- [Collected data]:
============================================================

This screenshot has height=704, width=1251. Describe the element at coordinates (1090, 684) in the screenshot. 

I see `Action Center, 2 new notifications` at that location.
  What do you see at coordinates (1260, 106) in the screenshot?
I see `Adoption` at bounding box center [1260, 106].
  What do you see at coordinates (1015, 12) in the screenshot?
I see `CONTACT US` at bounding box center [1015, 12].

============================================================

- [Requirement]: All entries must be repeated exactly.

- [Written solution]:
This screenshot has height=704, width=1251. Describe the element at coordinates (1090, 684) in the screenshot. 

I see `Action Center, 2 new notifications` at that location.
  What do you see at coordinates (1260, 106) in the screenshot?
I see `Adoption` at bounding box center [1260, 106].
  What do you see at coordinates (1015, 12) in the screenshot?
I see `CONTACT US` at bounding box center [1015, 12].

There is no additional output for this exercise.